Overall, the number of securities class-action lawsuits filed so far in 2007 is nowhere near the levels they were at a few years ago, according to the Stanford and Cornerstone research. The first half of 2007 marked the fourth consecutive six-month period with below average securities class-action filing activity.

The 59 filings in the first half of 2007 are a full 42 percent below the semiannual filing rate of 101 filings that was observed over the nine-year period ending in June 2005, the Cornerstone-Stanford report states.

Likewise, the maximum dollar loss for all securities class-action lawsuits is nowhere near what it was just five years ago. Maximum dollar loss, according to the study, represents the dollar value decrease in the market capitalization of the defendant firm from its highest point during the class period to the trading day immediately following the end of the class period.

In 2002, with the markets reeling from the aftereffects of Sept. 11, 2001, and a pre-existing recessionary trend, the maximum dollar loss claimed in class-actions lawsuits was $2.06 trillion. By 2006, that number had shrunk to $295 billion. According to the study's projections, 2007 is on track to register $334 billion in maximum dollar losses claimed. That's still not as high as 2005, which had $362 million in maximum dollar losses, but it represents a shift up.

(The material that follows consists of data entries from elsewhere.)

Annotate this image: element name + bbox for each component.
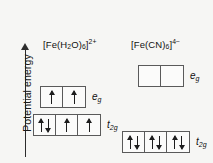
spin-down-arrow-icon (134, 135, 141, 150)
orbital-level-label-cyano-eg: eg (190, 70, 199, 82)
orbital-box (63, 87, 85, 107)
spin-up-arrow-icon (86, 118, 93, 133)
spin-down-arrow-icon (45, 118, 52, 133)
orbital-level-aqua-eg: eg (40, 86, 101, 108)
orbital-box (145, 132, 167, 152)
complex-title-cyano: [Fe(CN)6]4− (131, 38, 180, 50)
spin-up-arrow-icon (63, 118, 70, 133)
spin-up-arrow-icon (38, 118, 45, 133)
electron-spin-group (171, 135, 185, 150)
crystal-field-splitting-diagram: Potential energy [Fe(H2O)6]2+ [Fe(CN)6]4… (0, 0, 213, 163)
complex-title-cyano-charge: 4− (172, 38, 180, 45)
spin-up-arrow-icon (149, 135, 156, 150)
complex-title-aqua-charge: 2+ (89, 38, 97, 45)
electron-spin-group (71, 90, 78, 105)
orbital-box (139, 66, 161, 86)
orbital-level-cyano-t2g: t2g (122, 131, 207, 153)
spin-down-arrow-icon (178, 135, 185, 150)
spin-up-arrow-icon (127, 135, 134, 150)
spin-up-arrow-icon (71, 90, 78, 105)
orbital-level-aqua-t2g: t2g (33, 114, 118, 136)
spin-up-arrow-icon (48, 90, 55, 105)
orbital-box (123, 132, 145, 152)
complex-title-cyano-prefix: [Fe(CN) (131, 39, 165, 50)
level-label-sub: 2g (199, 141, 207, 148)
orbital-box-group-cyano-eg (138, 65, 184, 87)
orbital-box (41, 87, 63, 107)
orbital-box (161, 66, 183, 86)
complex-title-aqua-prefix: [Fe(H (43, 39, 67, 50)
electron-spin-group (48, 90, 55, 105)
electron-spin-group (38, 118, 52, 133)
orbital-box (56, 115, 78, 135)
orbital-level-label-aqua-t2g: t2g (107, 119, 118, 131)
potential-energy-axis-label: Potential energy (21, 38, 33, 148)
electron-spin-group (86, 118, 93, 133)
electron-spin-group (127, 135, 141, 150)
orbital-level-cyano-eg: eg (138, 65, 199, 87)
orbital-box (167, 132, 189, 152)
orbital-box-group-cyano-t2g (122, 131, 190, 153)
level-label-sub: g (98, 96, 102, 103)
level-label-sub: 2g (110, 124, 118, 131)
electron-spin-group (63, 118, 70, 133)
orbital-level-label-cyano-t2g: t2g (196, 136, 207, 148)
complex-title-aqua: [Fe(H2O)6]2+ (43, 38, 97, 50)
orbital-box-group-aqua-eg (40, 86, 86, 108)
complex-title-aqua-mid: O) (71, 39, 82, 50)
spin-up-arrow-icon (171, 135, 178, 150)
orbital-box (78, 115, 100, 135)
spin-down-arrow-icon (156, 135, 163, 150)
electron-spin-group (149, 135, 163, 150)
orbital-box-group-aqua-t2g (33, 114, 101, 136)
orbital-box (34, 115, 56, 135)
orbital-level-label-aqua-eg: eg (92, 91, 101, 103)
level-label-sub: g (196, 75, 200, 82)
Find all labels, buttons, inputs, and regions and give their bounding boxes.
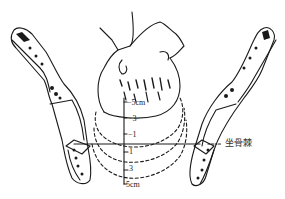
station-label-3: 3 [129, 165, 133, 173]
station-label-1: 1 [129, 148, 133, 156]
left-pelvic-bone [11, 28, 91, 184]
descent-curves [92, 98, 187, 178]
station-label-minus-3: −3 [128, 115, 137, 123]
station-label-minus-1: −1 [128, 131, 137, 139]
station-scale [124, 98, 128, 184]
ischial-spine-label: 坐骨棘 [225, 139, 252, 148]
station-label-minus-5: −5cm [127, 99, 145, 107]
pelvic-station-diagram: −5cm −3 −1 1 3 5cm 坐骨棘 [0, 0, 285, 199]
station-label-5: 5cm [126, 181, 140, 189]
right-pelvic-bone [190, 28, 276, 186]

With that unsettling trend in mind, the lancing of the subprime blister might yet prove to be a necessary correction that doesn't have the far-reaching effects that some fear it might. And according to a Stanford University law professor quoted in the Cornerstone report, the corporate ethical atmosphere may have evolved to a point where, barring some cataclysmic event, we might never see the maximum dollar losses claimed to the degree that we did back in 2002.

"In my opinion, the size of class-action securities fraud litigation activity may have experienced a permanent shift," said Professor Joseph Grundfest of the Stanford Law School.

DAN REYNOLDS is senior editor of Risk & Insurance®.